Hope you’ve had your flu shot

It’s not too late to get it now.

Flu season is off to a rough start this year, according to the Centers for Disease Control and Prevention. While the virus arrived as expected, cases are rising faster, compared with previous years.

Last week, more than 19,000 patients with influenza were admitted to hospitals, up about 10,000 from the previous week, according to new CDC data. To date, the CDC estimates at least 7.5 million people have been sickened, and over 3,100 people have died from the flu.

The surge seems to be driven primarily by a new strain of the virus — subclade K of influenza A(H3N2) — that emerged in Australia over the summer.

“Anywhere we detect this virus, you can see a large surge of influenza cases coming afterwards,” says Andrew Pekosz, a virologist at Johns Hopkins Bloomberg School of Public Health. In the U.S., “the timing is not that much different from other flu seasons, but the number of cases, and how quickly those cases are increasing is something that is not usually seen this time of year.”

New York has been hit especially hard, with state health officials announcing over 71,000 cases last week — the most cases ever recorded in a single week in the state. But other states are seeing high levels of flu activity, particularly in the northeast, midwest and south.

“The map is mostly red,” says Pekosz, indicating high levels of disease that will likely increase over the coming weeks.

“When you’re in the middle of seeing the curve start to go up, we just don’t have any sense of where it’s going to stop,” he says. “That’s the big concern in most of the medical communities right now.”

[…]

There are some concerns that this season’s flu vaccine may not be a perfect match to the new strain, given it emerged after the formulation was decided last February. “I think we’re going to have a mismatch between the strain circulating and the vaccine,” says Demetre Daskalakis, who led the National Center for Immunization and Respiratory Diseases at CDC until he resigned in August. “But the vaccine is still the best protection we have, even if it’s imperfect protection.”

Preliminary data from the United Kingdom, which saw an early surge of flu this year, suggests the vaccine is about 30 to 40% effective at preventing hospitalization in adults. “Those numbers are in line with what you would typically see,” says Krammer, though he stresses those are preliminary estimates.

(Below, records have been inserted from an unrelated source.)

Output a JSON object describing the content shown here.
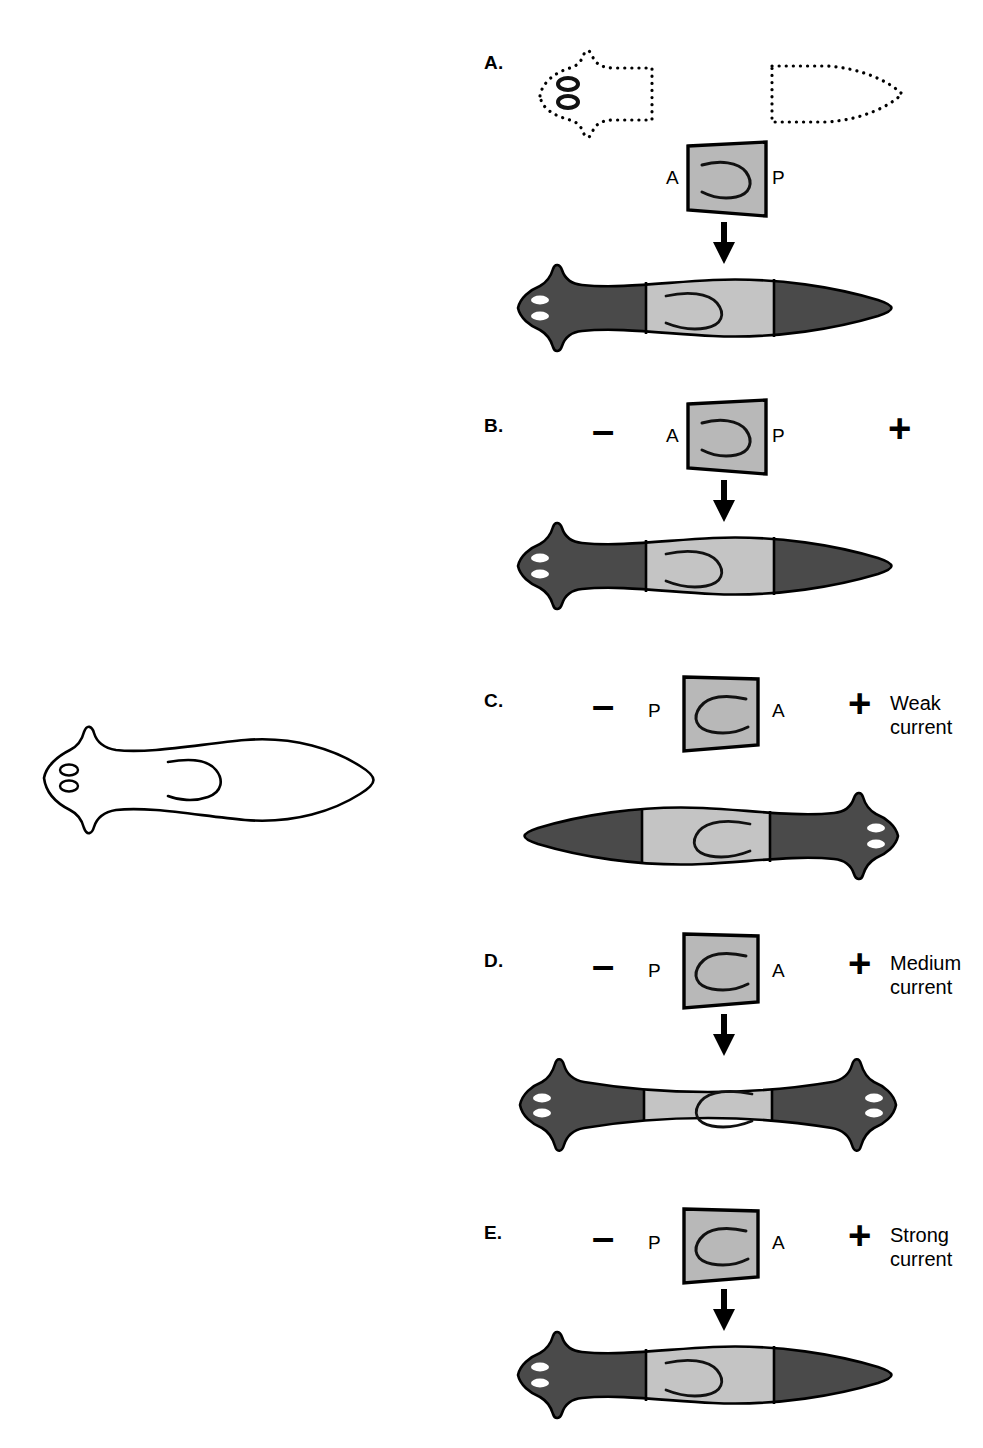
{
  "figure": {
    "title": "",
    "background_color": "#ffffff",
    "organism": "planarian",
    "colors": {
      "host_body": "#4a4a4a",
      "graft_fill": "#b8b8b8",
      "outline": "#000000",
      "eye_fill": "#ffffff",
      "reference_fill": "#ffffff",
      "dotted_outline": "#000000"
    }
  },
  "reference": {
    "name": "intact-planarian-outline",
    "description": "intact worm outline, head left with two eyespots, branched gut"
  },
  "panels": [
    {
      "id": "A",
      "label": "A.",
      "minus": "",
      "plus": "",
      "graft_left_label": "A",
      "graft_right_label": "P",
      "current": "",
      "has_arrow": true,
      "has_dotted_fragments": true,
      "result": "normal-worm-head-left",
      "gut_facing": "left"
    },
    {
      "id": "B",
      "label": "B.",
      "minus": "–",
      "plus": "+",
      "graft_left_label": "A",
      "graft_right_label": "P",
      "current": "",
      "has_arrow": true,
      "has_dotted_fragments": false,
      "result": "normal-worm-head-left",
      "gut_facing": "left"
    },
    {
      "id": "C",
      "label": "C.",
      "minus": "–",
      "plus": "+",
      "graft_left_label": "P",
      "graft_right_label": "A",
      "current": "Weak\ncurrent",
      "current_line1": "Weak",
      "current_line2": "current",
      "has_arrow": false,
      "has_dotted_fragments": false,
      "result": "reversed-worm-head-right",
      "gut_facing": "right"
    },
    {
      "id": "D",
      "label": "D.",
      "minus": "–",
      "plus": "+",
      "graft_left_label": "P",
      "graft_right_label": "A",
      "current": "Medium\ncurrent",
      "current_line1": "Medium",
      "current_line2": "current",
      "has_arrow": true,
      "has_dotted_fragments": false,
      "result": "bipolar-worm-two-heads",
      "gut_facing": "right"
    },
    {
      "id": "E",
      "label": "E.",
      "minus": "–",
      "plus": "+",
      "graft_left_label": "P",
      "graft_right_label": "A",
      "current": "Strong\ncurrent",
      "current_line1": "Strong",
      "current_line2": "current",
      "has_arrow": true,
      "has_dotted_fragments": false,
      "result": "normal-worm-head-left",
      "gut_facing": "left"
    }
  ]
}
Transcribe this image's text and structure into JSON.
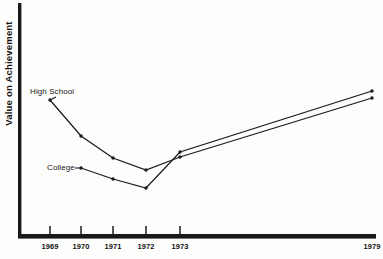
{
  "figure": {
    "background_color": "#fdfdfc",
    "ink_color": "#1a1a1a"
  },
  "axes": {
    "y_axis_title": "Value on Achievement",
    "x_axis_title": ""
  },
  "labels": {
    "high_school": "High School",
    "college": "College"
  },
  "chart_data": {
    "type": "line",
    "title": "",
    "subtitle": "",
    "xlabel": "",
    "ylabel": "Value on Achievement",
    "grid": false,
    "legend": "inline-annotations",
    "x": [
      "1969",
      "1970",
      "1971",
      "1972",
      "1973",
      "1979"
    ],
    "tick_labels": [
      "1969",
      "1970",
      "1971",
      "1972",
      "1973",
      "1979"
    ],
    "ticks_drawn": [
      "1969",
      "1970",
      "1971",
      "1972",
      "1973"
    ],
    "xlim": [
      1969,
      1979
    ],
    "ylim": [
      0,
      100
    ],
    "y_axis_tick_labels": [],
    "series": [
      {
        "name": "High School",
        "values": [
          72,
          58,
          48,
          44,
          51,
          80
        ],
        "marker": "dot",
        "color": "#1a1a1a"
      },
      {
        "name": "College",
        "values": [
          45,
          41,
          38,
          31,
          53,
          84
        ],
        "marker": "dot",
        "color": "#1a1a1a"
      }
    ],
    "annotations": [
      {
        "text": "High School",
        "series": "High School",
        "points_to": "1969"
      },
      {
        "text": "College",
        "series": "College",
        "points_to": "1969"
      }
    ]
  },
  "geometry": {
    "plot": {
      "x0": 21,
      "y0": 3,
      "x1": 376,
      "y1": 236
    },
    "tick_x": [
      50,
      81,
      113,
      146,
      180,
      372
    ],
    "series_pixels": {
      "high_school": [
        [
          50,
          100
        ],
        [
          81,
          136
        ],
        [
          113,
          158
        ],
        [
          146,
          170
        ],
        [
          180,
          157
        ],
        [
          372,
          98
        ]
      ],
      "college": [
        [
          81,
          168
        ],
        [
          113,
          179
        ],
        [
          146,
          188
        ],
        [
          180,
          152
        ],
        [
          372,
          91
        ]
      ]
    }
  }
}
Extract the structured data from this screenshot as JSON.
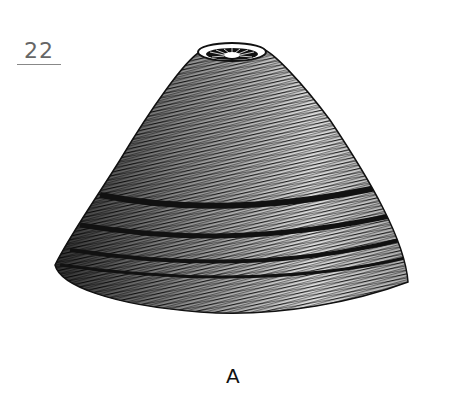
{
  "figure": {
    "number": "22",
    "panel_label": "A",
    "colors": {
      "ink": "#111111",
      "paper": "#ffffff",
      "number": "#666666"
    }
  }
}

My wife and I both came down with the flu last year while on a trip. Thankfully, as we are both regular flu shot receivers, it was pretty mild and all it meant was missing out on a couple of days’ worth of sightseeing. I’ve been getting annual flu shots since I was a grad student and that was the first time I think I’d ever had the flu. Anyway, getting the shot is your best bet to reduce your odds of infection and making any case you do get less severe. Your old friend the N-95 or K-95 face mask is also a good strategy if you’re in a crowd. I’d wear a mask if I were going to be flying anywhere right now. Stay well, y’all.